Renewal of Controversial $500,000 Green Card Program Leaves Workers and Poor Immigrants Behind, says UNITE HERE

Renewal of Controversial $500,000 Green Card Program Leaves Workers and Poor Immigrants Behind, says UNITE HERE

2015/12/21 1:00pm

Last week, Congress reauthorized the controversial EB-5 Regional Center Program. In the months leading up to reauthorization, EB-5 has come under increased scrutiny from lawmakers, federal agencies, labor unions, immigrant rights organizations, and the media.

UNITE HERE, representing over 250,000 hospitality workers in North America, has been monitoring projects seeking and using EB-5 financing. UNITE HERE has been outspoken in calling attention to the unfairness of the program moving forward while comprehensive immigration reform is stalled.

UNITE HERE leader Maria Elena Durazo stated: “With EB-5, the US government essentially says to immigrant workers: ‘While you or your loved ones wait for years in limbo to emigrate to the US or to get a green card, rich immigrants are more than welcome to buy a place toward the front of the green card line. And while real estate developers can greatly increase their profits via EB-5 funding, you will have no promise of a good job in one of these projects.’”

As part of the massive Consolidated Appropriations Act, the EB-5 regional center program has been reauthorized for one year, with no changes to the current program.

UNITE HERE cites several EB-5 funded hotel projects which reflect key problems with the program:

Most jobs counted are “indirect” or “induced,” not “direct. In San Francisco, developer the Kor Group plans to reopen the 135 room Renoir Hotel as the boutique Proper Hotel San Francisco. Kor, working with EB-5 Global, raised $42 million in EB-5 financing for the project from 84 EB-5 investors. The developer will have to demonstrate at least 840 jobs related to the project. In 2013, the developer reported to a local agency that the hotel will directly employ only 155 people. That suggests that Kor and EB-5 Global will have to help investors to demonstrate that a 135 room hotel has added at least 685 indirect or induced jobs to meet the 840 job goal. Political intervention to win regional center approval. In the greater Seattle Area, developer Yareton is seeking an expansion of its existing regional center to finance a convention center hotel in downtown Tacoma. Yareton’s original regional center designation, for a project in Des Moines, WA, was based on questionable assumptions regarding projected job creation. USCIS issued notice that it intended to deny Yareton’s application in 2013, but the application was approved later that year after political intervention. The Lucky Dragon Hotel-Casino, Las Vegas. The $139-million Lucky Dragon hotel-casino in Las Vegas was supposed to be funded primarily by EB-5 investors. The project’s regional center was approved in 2012, and its EB-5 fundraising target was $115 million. Three years later, the company has raised only $60 million from EB-5 investors. The developer applied for $25 million in subsidies from the redevelopment agency of the City of Las Vegas in November, but its application was denied.

UNITE HERE says that as EB-5 reform moves forward at the federal level, the organization will continue its efforts to hold developers using EB-5 money accountable to the communities where they are building, and will also work with local, state, and federal decision-makers to advocate for quality jobs for immigrant workers and others at EB-5 funded hotels.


* PROBLEM REQUIREMENTS *
Find each line in the following listing that has the string "internal", then state the count and nothing else.

* SUPPLIED MATERIAL *
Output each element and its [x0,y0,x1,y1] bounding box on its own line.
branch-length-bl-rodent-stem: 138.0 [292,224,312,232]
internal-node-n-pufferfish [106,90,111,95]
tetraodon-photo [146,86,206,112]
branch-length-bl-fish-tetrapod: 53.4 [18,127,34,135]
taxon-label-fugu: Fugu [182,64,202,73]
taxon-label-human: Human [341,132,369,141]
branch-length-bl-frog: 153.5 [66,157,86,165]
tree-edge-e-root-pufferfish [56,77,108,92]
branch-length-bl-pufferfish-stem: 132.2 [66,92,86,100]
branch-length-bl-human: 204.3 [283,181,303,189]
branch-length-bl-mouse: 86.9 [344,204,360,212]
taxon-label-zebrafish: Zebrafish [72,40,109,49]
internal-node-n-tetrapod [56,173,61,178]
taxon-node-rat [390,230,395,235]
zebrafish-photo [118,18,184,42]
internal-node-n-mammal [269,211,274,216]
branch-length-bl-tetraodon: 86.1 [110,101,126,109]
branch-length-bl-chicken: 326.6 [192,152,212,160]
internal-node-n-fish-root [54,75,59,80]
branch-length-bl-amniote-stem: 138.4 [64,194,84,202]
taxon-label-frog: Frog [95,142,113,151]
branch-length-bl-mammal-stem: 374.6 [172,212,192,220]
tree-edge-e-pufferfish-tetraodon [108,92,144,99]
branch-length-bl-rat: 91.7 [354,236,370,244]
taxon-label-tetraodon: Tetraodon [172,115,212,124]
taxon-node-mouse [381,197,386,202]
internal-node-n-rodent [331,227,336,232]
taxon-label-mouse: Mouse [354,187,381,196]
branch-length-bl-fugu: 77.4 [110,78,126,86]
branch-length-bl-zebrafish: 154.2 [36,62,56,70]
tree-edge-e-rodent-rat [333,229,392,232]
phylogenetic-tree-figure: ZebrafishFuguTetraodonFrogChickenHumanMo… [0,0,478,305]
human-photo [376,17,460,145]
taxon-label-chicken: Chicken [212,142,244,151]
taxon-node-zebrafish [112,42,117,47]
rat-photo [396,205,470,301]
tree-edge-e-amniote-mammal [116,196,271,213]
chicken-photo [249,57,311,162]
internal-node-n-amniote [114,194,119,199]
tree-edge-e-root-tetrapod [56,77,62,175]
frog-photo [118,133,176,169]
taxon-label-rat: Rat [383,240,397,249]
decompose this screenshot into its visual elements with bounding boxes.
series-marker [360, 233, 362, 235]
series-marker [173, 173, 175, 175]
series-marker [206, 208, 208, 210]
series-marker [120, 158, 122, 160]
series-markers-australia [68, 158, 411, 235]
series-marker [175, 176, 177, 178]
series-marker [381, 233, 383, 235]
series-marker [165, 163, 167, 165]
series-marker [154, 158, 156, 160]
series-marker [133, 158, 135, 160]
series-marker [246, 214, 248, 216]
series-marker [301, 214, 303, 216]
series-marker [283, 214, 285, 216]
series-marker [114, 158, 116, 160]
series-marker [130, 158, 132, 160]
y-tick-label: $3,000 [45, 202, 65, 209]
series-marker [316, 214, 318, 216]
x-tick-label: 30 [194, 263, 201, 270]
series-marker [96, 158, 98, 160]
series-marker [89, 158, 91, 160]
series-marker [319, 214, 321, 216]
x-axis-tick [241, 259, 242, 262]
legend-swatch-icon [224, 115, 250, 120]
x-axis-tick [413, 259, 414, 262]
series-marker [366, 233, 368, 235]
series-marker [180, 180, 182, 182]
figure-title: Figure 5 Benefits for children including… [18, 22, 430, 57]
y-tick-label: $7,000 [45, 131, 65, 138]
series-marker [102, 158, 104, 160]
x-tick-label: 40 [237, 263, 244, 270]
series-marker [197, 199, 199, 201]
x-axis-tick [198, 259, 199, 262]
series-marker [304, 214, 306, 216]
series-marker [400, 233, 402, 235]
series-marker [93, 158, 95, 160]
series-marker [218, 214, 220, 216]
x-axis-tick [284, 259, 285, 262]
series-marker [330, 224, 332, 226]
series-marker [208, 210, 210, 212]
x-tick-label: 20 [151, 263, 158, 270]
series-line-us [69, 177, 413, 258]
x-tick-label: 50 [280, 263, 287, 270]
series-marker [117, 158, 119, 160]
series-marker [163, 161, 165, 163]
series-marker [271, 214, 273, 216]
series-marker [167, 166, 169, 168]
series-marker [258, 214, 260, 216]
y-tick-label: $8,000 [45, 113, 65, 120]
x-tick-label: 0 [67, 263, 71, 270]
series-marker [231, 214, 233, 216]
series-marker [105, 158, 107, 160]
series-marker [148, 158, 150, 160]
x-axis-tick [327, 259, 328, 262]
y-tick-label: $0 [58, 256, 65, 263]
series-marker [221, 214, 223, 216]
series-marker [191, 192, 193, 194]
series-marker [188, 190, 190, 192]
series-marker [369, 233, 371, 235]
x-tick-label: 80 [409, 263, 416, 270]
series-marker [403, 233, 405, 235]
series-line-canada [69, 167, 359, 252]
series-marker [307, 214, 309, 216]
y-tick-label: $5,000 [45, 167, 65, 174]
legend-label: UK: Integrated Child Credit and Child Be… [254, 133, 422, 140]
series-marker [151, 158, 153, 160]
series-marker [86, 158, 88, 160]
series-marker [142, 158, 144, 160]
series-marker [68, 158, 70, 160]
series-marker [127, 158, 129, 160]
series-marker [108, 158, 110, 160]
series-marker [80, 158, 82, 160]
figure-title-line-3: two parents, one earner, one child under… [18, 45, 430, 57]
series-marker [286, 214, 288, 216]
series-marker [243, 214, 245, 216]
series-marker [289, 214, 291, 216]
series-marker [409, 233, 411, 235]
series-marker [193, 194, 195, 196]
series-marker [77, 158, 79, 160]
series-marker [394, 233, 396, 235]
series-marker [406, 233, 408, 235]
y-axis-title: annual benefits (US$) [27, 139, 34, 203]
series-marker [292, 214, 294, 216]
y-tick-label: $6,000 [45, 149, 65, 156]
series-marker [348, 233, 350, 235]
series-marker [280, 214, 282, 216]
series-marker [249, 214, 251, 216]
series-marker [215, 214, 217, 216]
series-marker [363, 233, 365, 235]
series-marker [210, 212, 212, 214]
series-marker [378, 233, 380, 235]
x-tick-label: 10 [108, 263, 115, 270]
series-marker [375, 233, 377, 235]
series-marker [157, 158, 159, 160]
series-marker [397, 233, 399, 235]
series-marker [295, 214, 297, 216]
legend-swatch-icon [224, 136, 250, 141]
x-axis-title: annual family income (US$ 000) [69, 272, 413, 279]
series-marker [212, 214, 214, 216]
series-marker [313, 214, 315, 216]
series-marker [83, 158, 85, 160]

* COMPLETED EXERCISE *
6